Jérôme Bel born 1964 Shirtology 2012

Shirtology by French choreographer Jérôme Bel was the first work commissioned for the BMW Tate Live: Performance Room series, a programme of events conceived specifically for live web broadcast. Bel’s Shirtology was performed on 22 March 2012. It explored this new, experimental way of connecting performer and audience, as well as the relationships between choreography and everyday action, performance and popular culture through the simple act of changing shirts.

The first of Bel’s works to not only been screened online, but also without the physical presence of an audience, for this version of Shirtology dancer Frédéric Seguette – whom Bel has collaborated with throughout his career – enter a plain white, unadorned space, casually dressed on his bottom half in sneakers and jeans, with his upper body clad in a series of jumpers, t-shirts and vests, worn one on top of the other. Standing directly in front of the camera Seguette then removed these shirts one by one, performing a slow striptease. Each of the shirts, apart from the final five, were adorned with logos, taglines, icons or images, which Seguette paused to interpret before removing one garment and revealing the next. Occasionally the performer lingered on a particular shirt, often one referencing music, dance or performance itself, using it as a prompt for more elaborate choreographed actions. As the often highly commercialised and gimmicky symbols on the t-shirts were adopted as performative instructions, Seguette’s movements became at once more expressive and more ludicrous; a disjointed monologue of actions informed by snippets of mostly outdated advertising slogans and inane catchphrases.

In one instance Seguette paused on a t-shirt with the musical score for Mozart’s Serenade in G Minor printed on front. The dancer inspected the music and then sang each note as he traced the musical bars with his finger. He was then instructed by another logo to ‘Dance or Die’, which he interpreted through a series of clumsy moves performed to his improvised Mozart. The moves were described by Claire Bishop as ‘the kind of charmingly amateur boogie that most thirtysomethings resort to at drunken parties’.1 The next logo-emblazed t-shirt, from the fashion brand Replay, was interpreted literally, with Seguette repeating the Mozart serenade and dance moves once again. This act was adapted one last time when a t-shirt printed with the words ‘Shut up and Dance’ was revealed, at which point Seguette performed his dance routine again, without singing. Bishop commented that ‘nonvirtuosity, literalism, and drawn-out, deadpan humor’ of these repeated actions challenged any view of contemporary art and dance as elite pursuits removed from the operations and concerns of everyday life.2

However, by drawing its content from logo-printed t-shirts, Bel also grounded the actions in everyday consumerist culture. The branded slogans literally appeared like so many shirts to be put on and taken off, alluding to the superficiality of trust and belief in contemporary society. But Seguette’s placid face, which only altered as he interpreted the shirt’s instructions, also suggested that he was being manipulated. When the final five plain white t-shirts were revealed the performer seemed at a loss, his eyes were almost closed and his movements became lethargic, without any further instruction to follow he simply exited the Performance Room. Of an earlier iteration of the work, Tim Etchells has noted that in watching Shirtology the audience is exposed to the ‘ethical complexities of reading, and being read.’3 In the context of the Performance Room and an internet broadcast these complexities ran deeper, foregrounding the demands made on people to perform online for a digital economy in constant flux.

Shirtology was first performed in 1997 but has been adapted numerous times and performed around the world in both theatres and museums. Following this iteration of the work for Tate’s Performance Room, Shirtology returned to Tate Modern in May 2015, once again shifting the context and potential interpretation of the piece when it was shown in one of the public gallery spaces as part of Tate’s two-day contemporary dance programme If Tate Modern was Musée de la danse?. The blend of choreographic and artistic disciplines and references bridging the boundary between contemporary dance and performance art.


WHAT TO PRODUCE –
An exact copy of the listing below is needed, with no pictures in it.
[[ SUPPLIED DATA open ]]
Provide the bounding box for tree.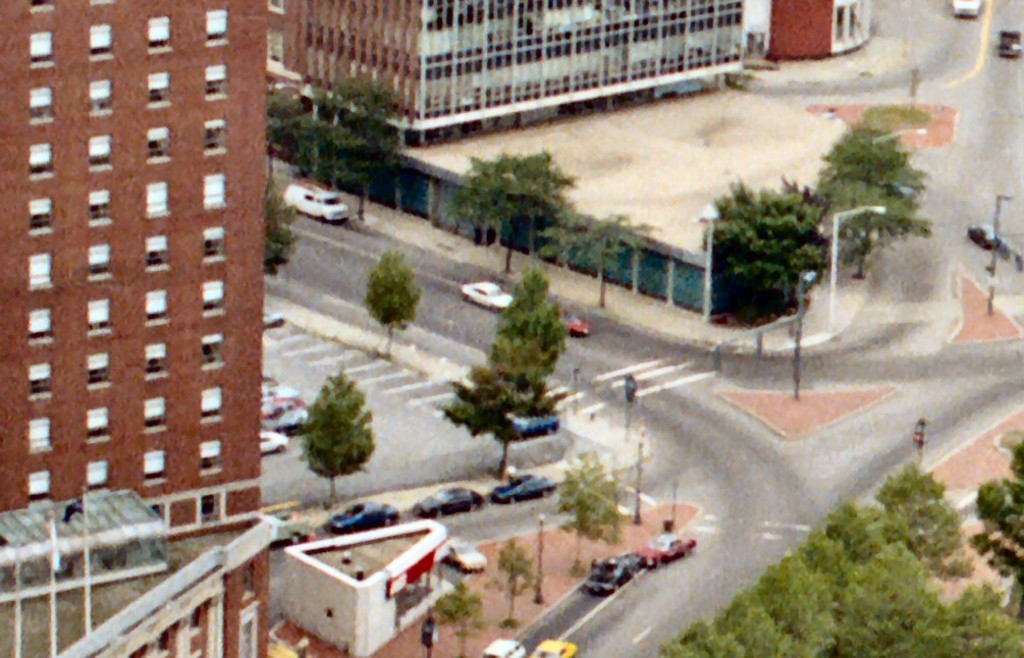
left=294, top=357, right=380, bottom=504.
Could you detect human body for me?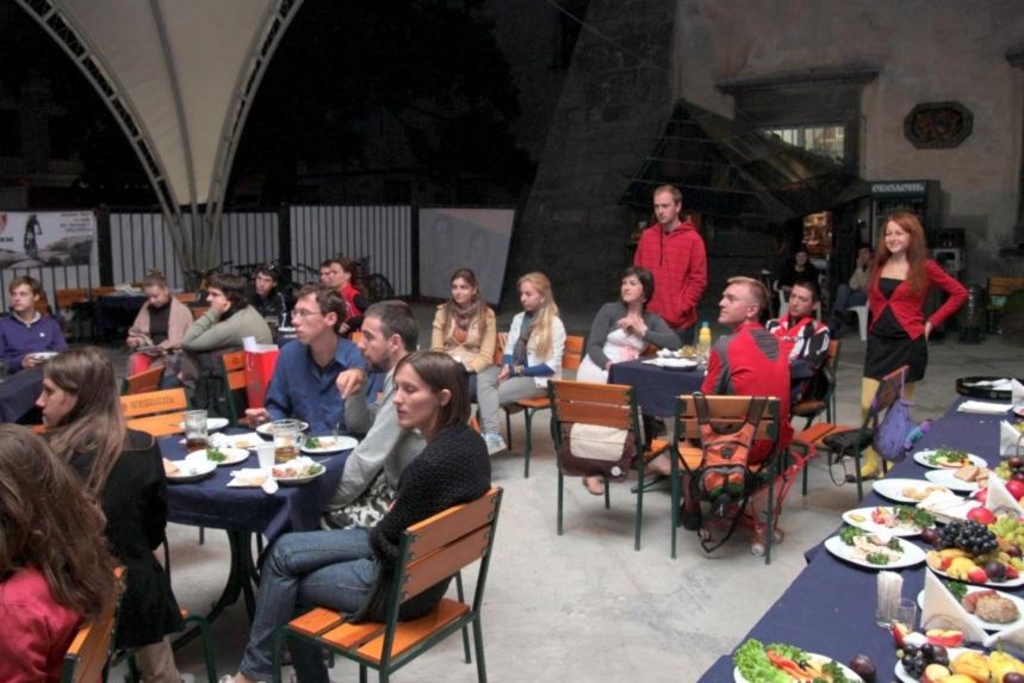
Detection result: bbox(0, 279, 63, 429).
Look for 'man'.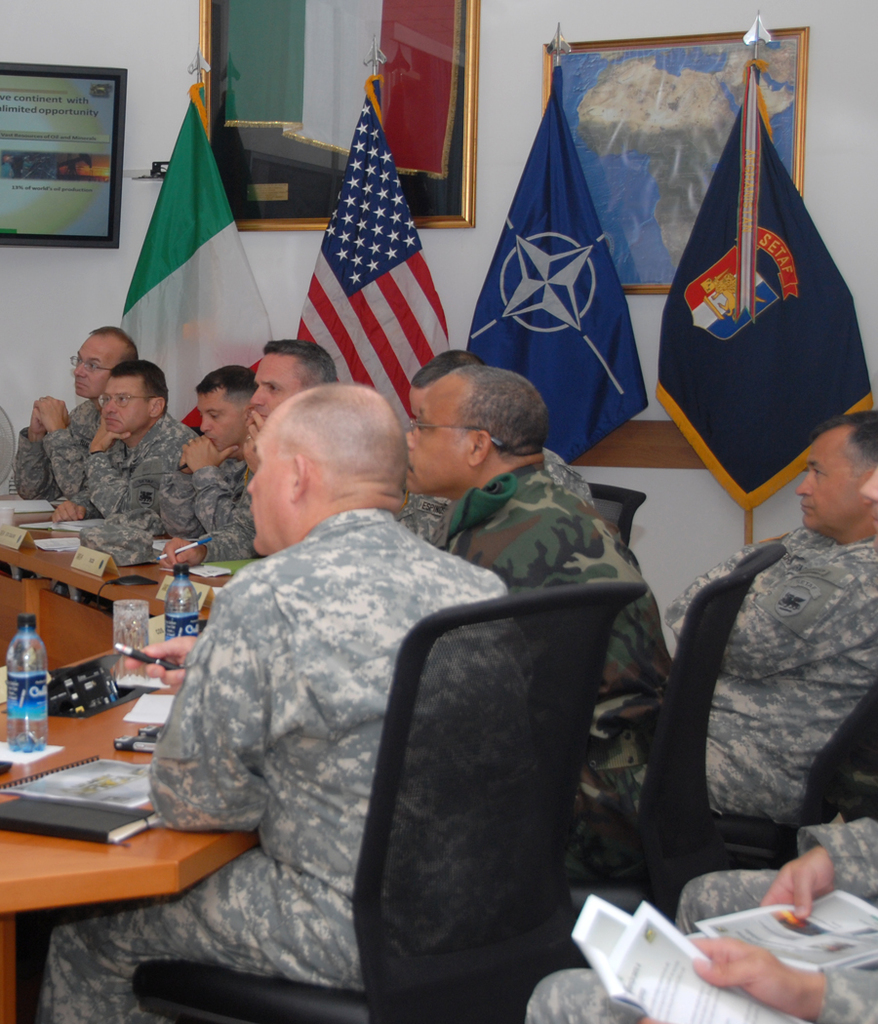
Found: locate(402, 360, 675, 840).
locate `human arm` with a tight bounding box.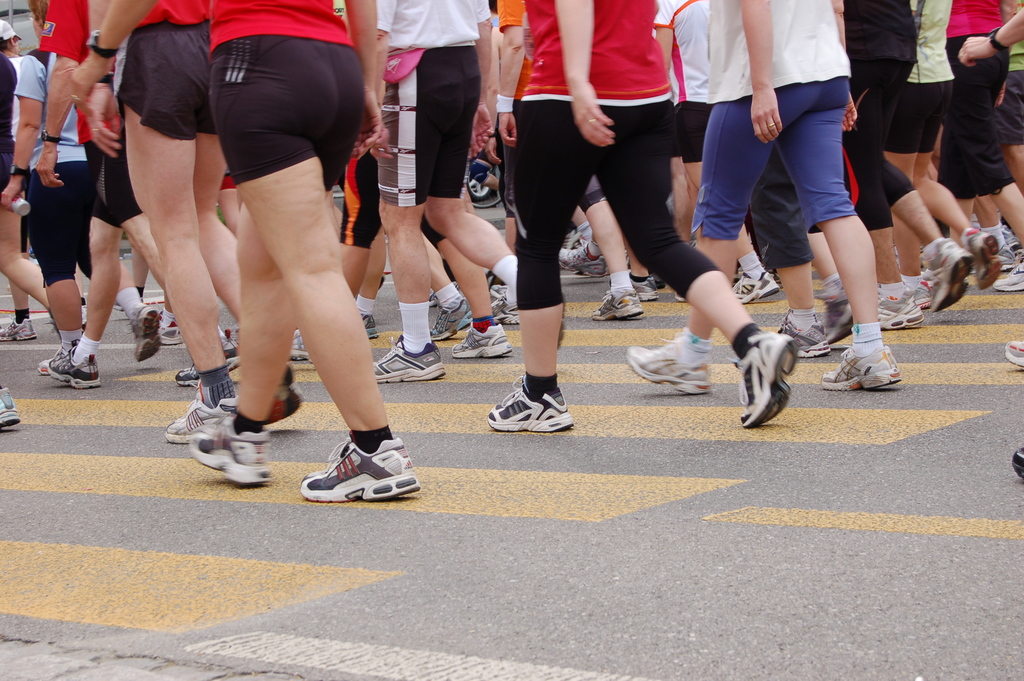
box(0, 49, 47, 215).
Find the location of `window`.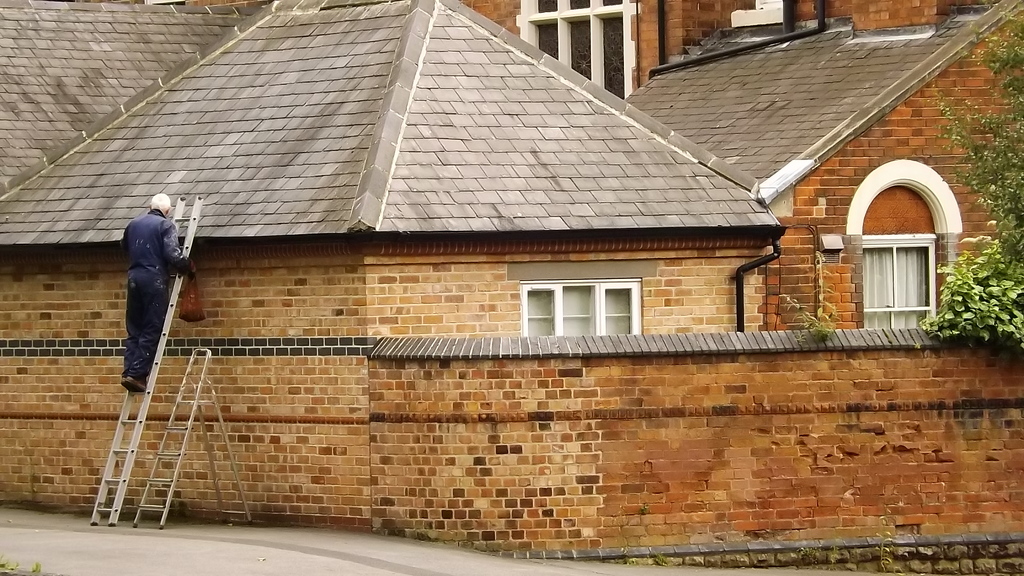
Location: (862,236,939,330).
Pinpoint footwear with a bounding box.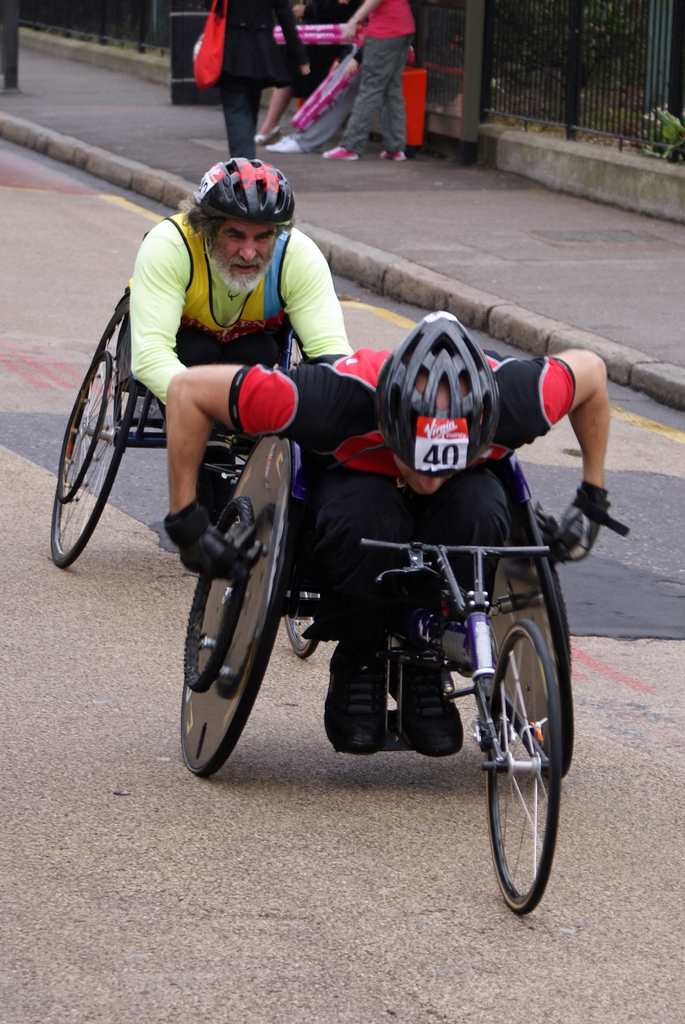
box=[255, 127, 282, 141].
[[ SUPPLIED DATA closed ]]
RESULT FOR THIS TASK –
Provide the bounding box for tree.
left=294, top=357, right=380, bottom=504.
Could you detect human body for me?
Detection result: bbox(0, 279, 63, 429).
Look for 'man'.
Found: locate(402, 360, 675, 840).
locate `human arm` with a tight bounding box.
box(0, 49, 47, 215).
Find the location of `window`.
Location: (862,236,939,330).
Pinpoint footwear with a bounding box.
box=[255, 127, 282, 141].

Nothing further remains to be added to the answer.